November 22, 2024

Everyone in Fort Worth who has an abscess was ‘bitten by a spider’. It’s a given that this will be the explanation, and it makes sense (people want to explain things, especially if it’s on their body and hurts).

Sometimes, it really is a spider bite, and occasionally they bring it in:

These folks don’t have an abscess, by the way, they haven’t had time for that to develop. They’re either worried about what could happen, or they have the actual Latrodectism, or symptoms of envenomation.

Here’s a nice table, lifted from the Texas Department of Health’s Venomous Spider page:

General Black Widow Spider Envenomization Symptoms

  • abdominal cramping
  • abdominal rigidity
  • convulsions
  • headache
  • lesion at site of bite
  • nausea
  • pain
  • profuse sweating
  • tremors
  • unconsciousness
  • vomiting

The ‘profuse sweating’ I haven’t seen, and wonder if they misunderstood one of the unique clinical features of the black widow envenomation: localized perspiration around the site of the bite, only. It’s a nice teaching point, though the patient never seems to appreciate how interesting it is.

There are a range of treatments for this, and it’s very very rarely fatal (I found one reference that said less than 1%, but that’s just a guess, as even if it’s a real number from a study it’s only studying people with known bites). I personally have had about 5 patients with Latrodectism, and they’re truly miserable and appreciative when you make the symptoms a lot better.

(I have a friend who had this, and after 20mg of IV valium was still having severe abdominal wall cramping. He then got the antivenin, and says 10 minutes later his cramping was essentially gone. He was then kept in the hospital for the next 18 hours because he was so sedated from the valium).

If bitten by one, just come on in to the ED, we’ll treat you without the spider.

Oh, and I can’t resist reproducing this table, from the TDH website just below the Black widow one, for Brown Recluse:

General Brown Recluse Spider Envenomization Symptoms

  • chills
  • fever
  • nausea
  • necrosis at the bite site
  • nothing
  • red white and blue lesion at the bite site
  • restlessness
  • weakness

Hehe.

5 thoughts on “Black Widows

  1. Ah yes… the famous “spider bite” that’s actually an MRSA cutaneous abscess (ours are virtually always community-acquired).

    The Loxoscelidae family contains a couple of species, including the common brown recluse, Loxosceles reclusa. They’re absolutely the most maligned spiders in my clinical practice, even if actual bites are exceedingly rare.

  2. He never saw a spider on his leg, but my husband had a dime-sized “red-white-and blue” lesion on his shin one evening which proceded to become necrotic and increase to the size of a 50 cent piece over the following 24 hours. When I dragged him in to a local urgent care center for treatment, the doc prescribed antibiotics. There was no abcess to I&D, just this ugly black spot. It did stop growing within 24 hours of initiation of antibiotics. We don’t live in brown recluse territory, and I don’t think the damage was quite severe enough in any case, but we do have a lot of assorted spiders around here and I sometimes wonder if it might have been a relative.

    OTOH, we have seen Black Widow spiders in the back yard. They’re really pretty and much larger than I’d expected.

  3. When I lived in the high desert of Southern California Black Widows were everywhere and it’s wasn’t uncommon to kill three or four inside the house every week. Outside was (obviously) even worse.

    I had a Shepard/husky mix dog, about 50 lbs and she used to eat the damn things like they were salsa chips and dips. Frequently the spider got off one of those “defiant moments” on the way down and stung her mouth. Her mouth would swell up but it never seemed to do her any permanent harm. After the first visit to the vet. we never took her in again. She lived to the ripe age of 11 when cancer got her.

    We also had http://insects.tamu.edu/fieldguide/cimg365.html vinegaroon scorpions that would give you the heeby-jeebies.

    They were rumored to be poisonous and if they stung you, you would have the taste of vinegar in your mouth. It turns out they aren’t poisonous, but that they’ll spray a vinegar cloud at you…still gives me the heeby-jeebies.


> **EXERCISE BRIEF**
Search the entries for the word "Migration" and copy each line that has it.

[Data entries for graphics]
● ● ●
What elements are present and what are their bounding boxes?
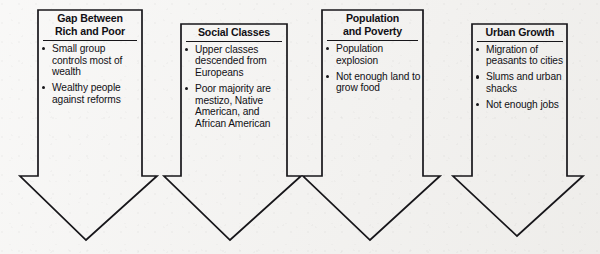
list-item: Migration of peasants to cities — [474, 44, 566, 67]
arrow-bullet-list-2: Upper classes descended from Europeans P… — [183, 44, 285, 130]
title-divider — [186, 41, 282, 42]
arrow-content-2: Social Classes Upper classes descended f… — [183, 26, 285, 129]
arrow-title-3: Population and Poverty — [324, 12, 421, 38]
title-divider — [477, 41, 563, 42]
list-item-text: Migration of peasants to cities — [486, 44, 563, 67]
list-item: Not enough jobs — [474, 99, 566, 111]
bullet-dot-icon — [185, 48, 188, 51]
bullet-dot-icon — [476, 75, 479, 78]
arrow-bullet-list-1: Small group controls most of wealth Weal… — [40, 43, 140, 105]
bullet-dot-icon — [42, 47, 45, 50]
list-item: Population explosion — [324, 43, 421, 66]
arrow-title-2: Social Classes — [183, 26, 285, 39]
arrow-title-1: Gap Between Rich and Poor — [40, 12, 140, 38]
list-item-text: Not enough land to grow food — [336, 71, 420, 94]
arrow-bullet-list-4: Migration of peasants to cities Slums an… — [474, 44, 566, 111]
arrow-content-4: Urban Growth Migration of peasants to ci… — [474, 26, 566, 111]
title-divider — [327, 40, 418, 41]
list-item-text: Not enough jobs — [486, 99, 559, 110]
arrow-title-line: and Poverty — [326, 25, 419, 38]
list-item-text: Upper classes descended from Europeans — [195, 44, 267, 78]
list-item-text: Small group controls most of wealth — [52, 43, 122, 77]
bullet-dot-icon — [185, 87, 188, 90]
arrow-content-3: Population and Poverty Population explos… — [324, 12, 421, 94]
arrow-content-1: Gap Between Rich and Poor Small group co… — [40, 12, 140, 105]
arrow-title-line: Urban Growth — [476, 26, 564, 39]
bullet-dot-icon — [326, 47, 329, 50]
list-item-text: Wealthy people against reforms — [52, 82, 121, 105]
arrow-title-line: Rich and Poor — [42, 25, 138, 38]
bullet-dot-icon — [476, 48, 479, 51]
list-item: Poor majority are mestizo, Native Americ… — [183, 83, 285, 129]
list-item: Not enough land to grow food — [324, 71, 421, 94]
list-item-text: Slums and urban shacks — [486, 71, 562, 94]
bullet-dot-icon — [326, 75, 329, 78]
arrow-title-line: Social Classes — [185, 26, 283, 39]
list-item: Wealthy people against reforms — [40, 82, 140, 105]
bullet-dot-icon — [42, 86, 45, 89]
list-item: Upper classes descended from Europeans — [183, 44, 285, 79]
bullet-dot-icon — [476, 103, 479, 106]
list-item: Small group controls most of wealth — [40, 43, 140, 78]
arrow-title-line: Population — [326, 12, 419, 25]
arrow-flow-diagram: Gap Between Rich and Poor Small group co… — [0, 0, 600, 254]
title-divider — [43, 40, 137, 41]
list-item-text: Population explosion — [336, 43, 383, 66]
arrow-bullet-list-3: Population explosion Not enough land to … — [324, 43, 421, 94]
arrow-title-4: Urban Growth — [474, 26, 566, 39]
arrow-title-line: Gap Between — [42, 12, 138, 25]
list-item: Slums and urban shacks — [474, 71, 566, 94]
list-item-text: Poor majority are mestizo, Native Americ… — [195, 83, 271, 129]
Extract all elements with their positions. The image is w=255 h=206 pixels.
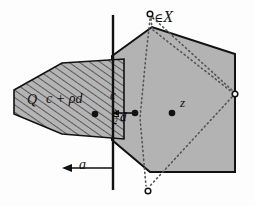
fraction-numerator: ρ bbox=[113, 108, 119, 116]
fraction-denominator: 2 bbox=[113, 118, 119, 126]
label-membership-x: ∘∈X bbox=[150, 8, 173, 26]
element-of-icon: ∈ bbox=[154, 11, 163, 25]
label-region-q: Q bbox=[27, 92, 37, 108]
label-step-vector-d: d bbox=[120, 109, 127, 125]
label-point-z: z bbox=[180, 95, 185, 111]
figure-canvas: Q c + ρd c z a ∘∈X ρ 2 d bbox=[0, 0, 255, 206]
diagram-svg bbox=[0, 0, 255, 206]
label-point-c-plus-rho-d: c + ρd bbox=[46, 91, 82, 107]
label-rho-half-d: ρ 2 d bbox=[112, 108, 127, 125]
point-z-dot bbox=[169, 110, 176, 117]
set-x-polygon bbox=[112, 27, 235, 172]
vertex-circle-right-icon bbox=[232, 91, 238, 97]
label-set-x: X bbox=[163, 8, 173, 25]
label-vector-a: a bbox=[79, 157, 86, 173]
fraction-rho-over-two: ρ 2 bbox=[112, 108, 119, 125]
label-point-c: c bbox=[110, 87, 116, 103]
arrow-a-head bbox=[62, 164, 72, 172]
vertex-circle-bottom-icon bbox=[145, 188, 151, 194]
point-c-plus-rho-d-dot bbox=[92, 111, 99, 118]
● ● ●
> **REPLY TO THE EXERCISE**
list-item: Migration of peasants to cities — [474, 44, 566, 67]
list-item-text: Migration of peasants to cities — [486, 44, 563, 67]
arrow-bullet-list-4: Migration of peasants to cities Slums an… — [474, 44, 566, 111]
arrow-content-4: Urban Growth Migration of peasants to ci… — [474, 26, 566, 111]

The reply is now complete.